Sourcegraph's agentic coding tool built on years of code-search investment. Strong for teams already on Sourcegraph; less compelling as a standalone.

Full Amp review →

Our verdict on Cursor

The most-used AI coding IDE — $2B revenue, 360k paying users. Multi-model flexibility is a real edge. June 2025 pricing changes burned early adopters.

Full Cursor review →

Amp

What works

  • Built on Sourcegraph's mature code-search and indexing infrastructure
  • Free tier with meaningful usage allowance
  • Strong codebase-context story without separate indexing setup
  • Native integration with Sourcegraph Code Search
  • Sourcegraph's enterprise compliance story (SOC 2, on-prem options) carries over

What doesn't

  • Standalone value less compelling than Claude Code or Augment for non-Sourcegraph teams
  • Newer to agentic coding than competitors with longer track records
  • Smaller community vs Cursor or Copilot
  • Locked into Sourcegraph as the indexing/context layer
  • Best fit narrows to teams already paying for Sourcegraph

Cursor

What works

  • Multi-model — switch between Claude, GPT, and Gemini in the same session
  • Familiar VS Code experience reduces onboarding friction
  • Largest paying customer base on this list (360k)
  • Best for rapid prototyping and exploration
  • Active product development — feature velocity is high

What doesn't

  • VS Code lock-in — no JetBrains, no Vim, no terminal-first workflows
  • June 2025 pricing pivot cut effective requests ~55% without warning
  • Agent mode can make large unreviewable multi-file edits
  • Performance lag on very large projects vs vanilla VS Code
  • Opaque usage meter — hard to track credit consumption in real time

Which to pick

These two are closely matched. Don't pick on overall rating — pick on use case. Amp for engineering teams already paying for sourcegraph code search who want to add an ai agent that reuses the existing codebase index. free tier is generous enough for individual evaluation. Cursor for builders who want an ide-first ai experience and the ability to switch between claude, gpt, and gemini mid-session. strong for rapid prototyping and exploration.

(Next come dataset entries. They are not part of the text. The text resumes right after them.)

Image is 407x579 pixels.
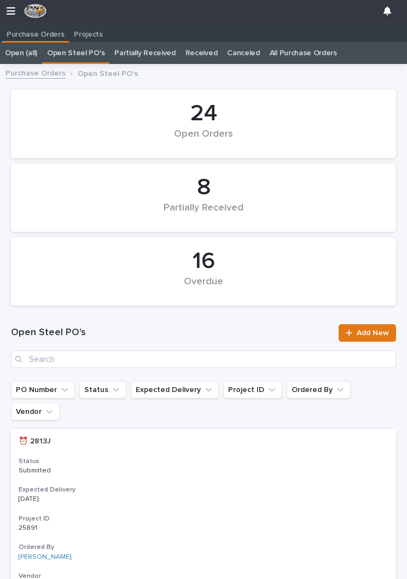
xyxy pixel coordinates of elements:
button: Project ID [223,381,282,399]
a: Add New [339,324,396,342]
button: Status [79,381,126,399]
div: 16 [30,248,378,275]
button: Ordered By [287,381,351,399]
a: Canceled [227,42,260,64]
div: 24 [30,100,378,127]
div: Overdue [30,276,378,299]
p: Open Steel PO's [78,67,138,79]
p: Projects [74,22,103,39]
p: ⏰ 2813J [19,435,53,447]
a: Purchase Orders [5,66,66,79]
div: Open Orders [30,129,378,152]
a: Open (all) [5,42,37,64]
button: PO Number [11,381,75,399]
h3: Project ID [19,515,389,524]
p: Submitted [19,467,110,475]
p: 25891 [19,523,39,532]
button: Vendor [11,403,60,421]
a: Received [186,42,218,64]
a: Projects [69,22,108,43]
div: 8 [30,174,378,201]
p: [DATE] [19,496,110,503]
a: [PERSON_NAME] [19,554,71,561]
img: F4NWVRlRhyjtPQOJfFs5 [24,4,47,18]
button: Expected Delivery [131,381,219,399]
a: Open Steel PO's [47,42,105,64]
span: Add New [357,329,389,337]
h3: Expected Delivery [19,486,389,495]
a: All Purchase Orders [270,42,337,64]
input: Search [11,351,396,368]
h3: Ordered By [19,543,389,552]
h3: Status [19,457,389,466]
a: Partially Received [114,42,175,64]
a: Purchase Orders [2,22,69,41]
div: Partially Received [30,202,378,225]
p: Purchase Orders [7,22,64,39]
h1: Open Steel PO's [11,327,332,340]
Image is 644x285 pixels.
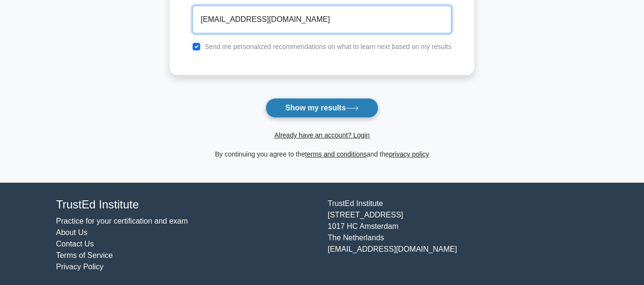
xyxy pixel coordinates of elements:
[305,151,366,158] a: terms and conditions
[56,217,188,225] a: Practice for your certification and exam
[322,198,594,273] div: TrustEd Institute [STREET_ADDRESS] 1017 HC Amsterdam The Netherlands [EMAIL_ADDRESS][DOMAIN_NAME]
[192,6,451,34] input: Email
[389,151,429,158] a: privacy policy
[56,240,94,248] a: Contact Us
[56,229,88,237] a: About Us
[164,148,480,160] div: By continuing you agree to the and the
[265,98,378,118] button: Show my results
[56,263,104,271] a: Privacy Policy
[274,131,369,139] a: Already have an account? Login
[56,251,113,260] a: Terms of Service
[56,198,316,212] h4: TrustEd Institute
[205,43,451,50] label: Send me personalized recommendations on what to learn next based on my results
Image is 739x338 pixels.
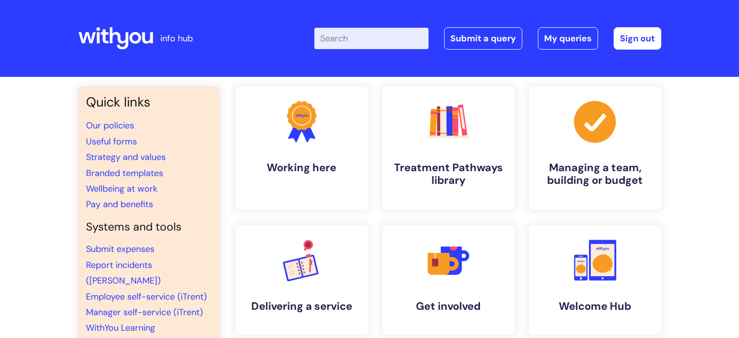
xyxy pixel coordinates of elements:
a: Welcome Hub [529,225,661,335]
a: Treatment Pathways library [382,86,514,209]
a: Strategy and values [86,151,166,163]
a: Useful forms [86,136,137,147]
div: | - [314,27,661,50]
a: Delivering a service [236,225,368,335]
a: Submit a query [444,27,522,50]
h4: Systems and tools [86,220,212,234]
h4: Welcome Hub [537,300,653,312]
a: Employee self-service (iTrent) [86,291,207,302]
a: Sign out [614,27,661,50]
h3: Quick links [86,94,212,110]
a: Submit expenses [86,243,154,255]
h4: Working here [243,161,360,174]
a: Pay and benefits [86,198,153,210]
a: My queries [538,27,598,50]
a: Branded templates [86,167,163,179]
h4: Get involved [390,300,507,312]
h4: Managing a team, building or budget [537,161,653,187]
h4: Treatment Pathways library [390,161,507,187]
a: Get involved [382,225,514,335]
a: Managing a team, building or budget [529,86,661,209]
h4: Delivering a service [243,300,360,312]
a: Working here [236,86,368,209]
a: Report incidents ([PERSON_NAME]) [86,259,161,286]
p: info hub [160,31,193,46]
a: Manager self-service (iTrent) [86,306,203,318]
a: Wellbeing at work [86,183,157,194]
input: Search [314,28,428,49]
a: Our policies [86,120,134,131]
a: WithYou Learning [86,322,155,333]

Honest middle: most serious operators end up using more than one tool. If you're early in your AI agent journey, our five-question picker recommends a starting platform from your specific situation.

Common questions

Amp vs Cursor — which should I pick?

Amp and Cursor are closely matched (we rate them 4.0/5 and 4.0/5). Pick by use case rather than overall score: Amp for engineering teams already paying for sourcegraph code search who want to add an ai agent that reuses the existing codebase index. free tier is generous enough for individual evaluation.; Cursor for builders who want an ide-first ai experience and the ability to switch between claude, gpt, and gemini mid-session. strong for rapid prototyping and exploration..

Is Amp or Cursor cheaper?

Amp's pricing: Free tier with usage limits. Paid tiers via Sourcegraph subscription. Bundled with Sourcegraph Code Search for teams already on the platform. Cursor's pricing: Hobby (free): 2k completions/month, 50 slow requests/month. Pro $20/month. Pro+ $60. Ultra $200. Teams $40/user/month. June 2025 pricing pivot reduced effective fast requests by ~55%. The right "cheaper" pick depends on usage volume and what's included — see the pricing row in the table above.

What's Amp best for?

Engineering teams already paying for Sourcegraph Code Search who want to add an AI agent that reuses the existing codebase index. Free tier is generous enough for individual evaluation.

What's Cursor best for?

Builders who want an IDE-first AI experience and the ability to switch between Claude, GPT, and Gemini mid-session. Strong for rapid prototyping and exploration.

Are Amp and Cursor direct competitors?

Yes — both are coding agent options. They target similar builders, which is why the head-to-head matters.